The Natural Water Filtration System     

Death Came in the Water

E. coli breaks out at a N.Y. county fair

BY AMANDA SPAKE

At first, the illness was a mystery. The Washington County Fair in Greenwich, N.Y., was great fun, but two days later, the Aldrich girls had become feverish, irritable, and lethargic. Their doctor sent them to a local hospital and Kaylea, 2, seemed to improve. But 3-year-old Rachel grew sicker. On Friday, September 3, she was rushed to the pediatric intensive care unit at Albany Medical Center Hospital, where she and her sister were found to be infected with the deadly E. coli 0157:H7 bacterium from drinking water at the fair.

At Albany, Wayne and Lori Aldrich watched helplessly as Rachel's heart stopped, cutting off oxygen to her brain. Her kidneys failed and she was not able to breathe on her own. Late Saturday afternoon, September 4, on the day she was to celebrate her fourth birthday, Rachel died in her parents' arms.

Now, the Aldriches sit by Kaylea's bedside as she remains in serious condition, on kidney dialysis like 10 other children who went to the fair. They are among over 600 people thought to be infected with the bacterium. If confirmed, this would be one of the largest E. coli 0157:H7 outbreaks on record. The great risk now, according to the New York State Department of Health, is further person-to-person spread of the organism.

How did a supposedly safe drinking-water system become the source of a major outbreak? The health department's theory is that a torrential rainstorm in late August washed manure-laden water from cattle exhibits into loose soil around an auxiliary well at the fairgrounds. This contaminated surface water mixed with the well's usual source, a ground-water aquifer, which had fallen low because of this summer's drought. Unlike other wells supplying the fair, the auxiliary well was not chlorinated. Once the well was in use, contaminated water was pumped to food and drink vendors. Two vendors, one of whom has developed symptoms of infection, may have taken water to another New York fair.

But the Greenwich fiasco points up a greater problem: Treatment and monitoring of drinking water cannot be taken for granted. Kristine Smith, spokesperson for the New York Department of Health, says that since the fairgrounds' water system was considered private, only limited treatment and testing was mandated by the state, and the system was not subject to U.S. Environmental Protection Agency regulations.
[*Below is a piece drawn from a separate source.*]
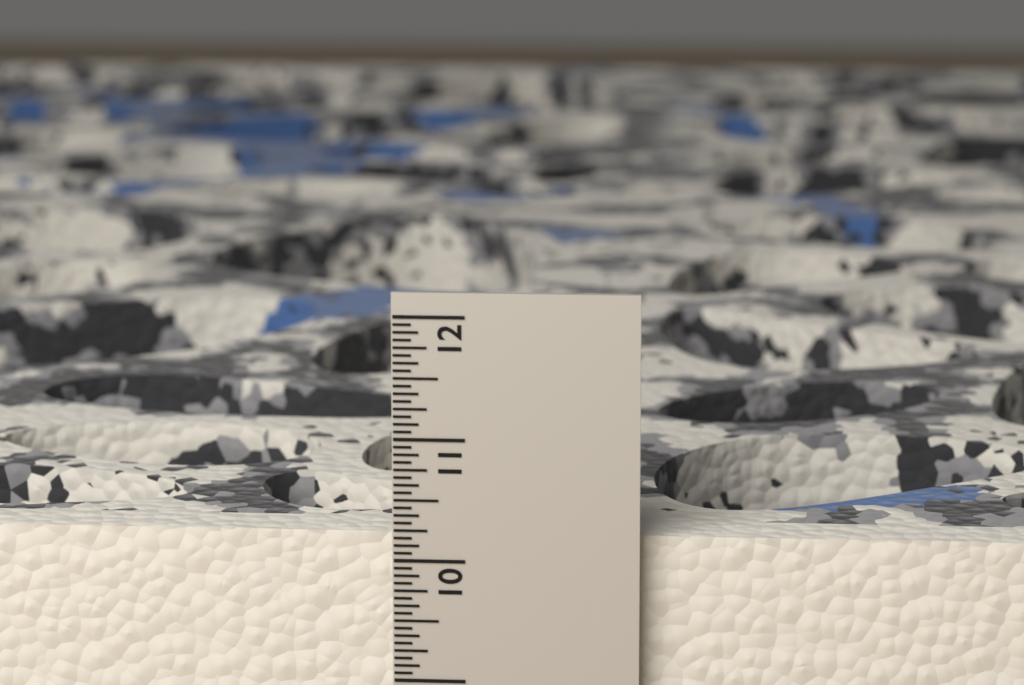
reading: 10.1875 in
But J. Charles Fox, assistant administrator for the Office of Water at the EPA, is not so sure. "This seems to be what we call a transient noncommunity water system," says Fox: It is a system that serves the public on an intermittent basis. Smith says the EPA is wrong because the system "does not operate for 60 days a year"–though, as the Washington County Fair office confirms, it serves thousands of people at different events throughout the year.

Higher standards. Upcoming EPA rules will probably require disinfection of ground-water systems like this one, Fox says. And the EPA has been tightening standards for all water systems since renewal of the Safe Drinking Water Act in 1996.
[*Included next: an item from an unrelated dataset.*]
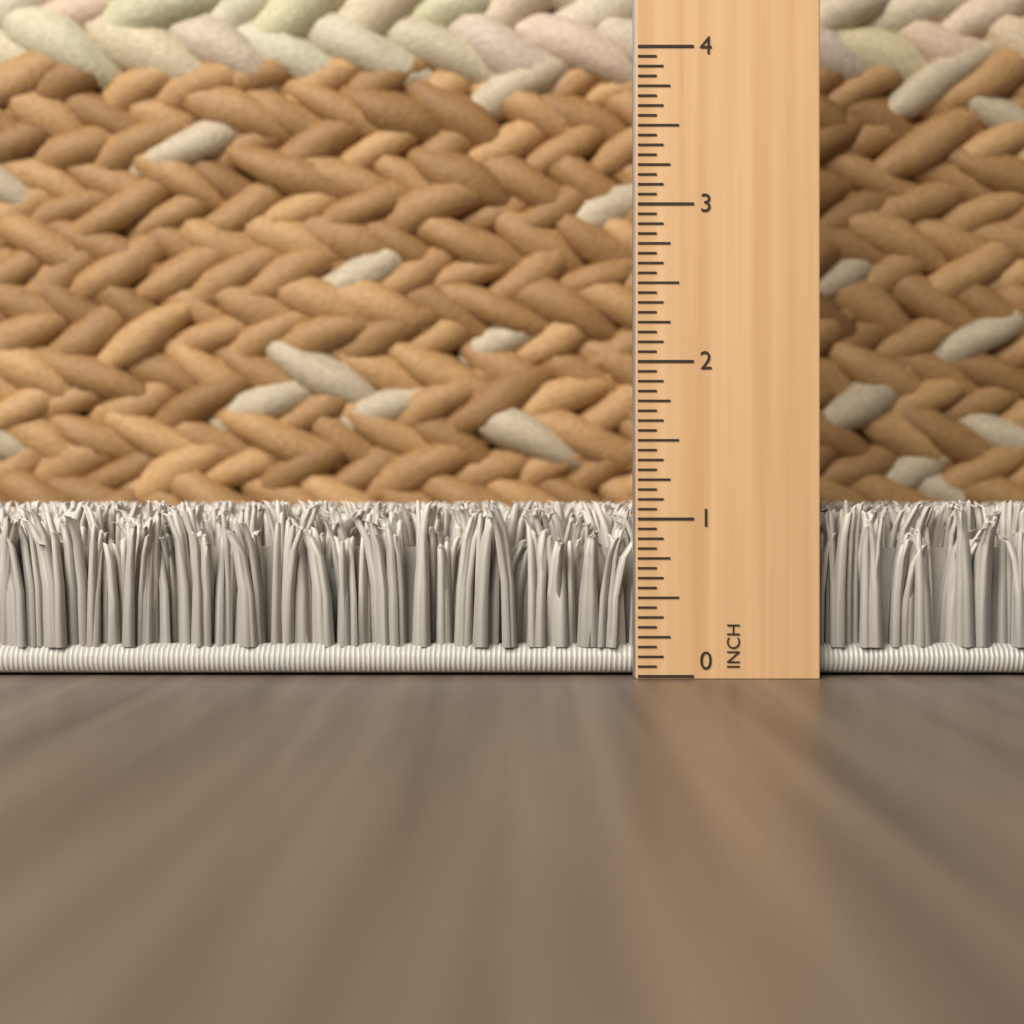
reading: 1.1250 in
But states don't always enforce testing requirements, and water-systems managers don't always report violations to the state or the federal government. A recent draft of an EPA audit of 1,800 public water systems and 27 state programs shows monitoring of water quality and reporting of violations are, in Fox's words, "exceptionally weak." While many of the infractions identified in the audit are inconsequential, about one third involve failure to report excessive coliform bacteria, such as E. coli, or failure to treat water for bacterial contaminates. Fox says that "there is nothing in this that should make people feel less confident about their water." Yet EPA studies show that the U.S. drinking water system "suffers from long-term neglect and serious deterioration." The cost for fixing the problem is an estimated $12.1 billion–just to meet existing EPA standards, not the more stringent upcoming regulations.

Within the next month, everyone on a water system with more than 25 customers should receive in the mail his first "Consumer Confidence Report." The reports are now required by law to inform consumers about microbial and chemical contaminants and any violations of EPA regulations by the water supplier–at least those that have been reported. But as the outbreak at the Washington County Fairgrounds shows, it is not what we know about our water that may be most significant, but what we don't know!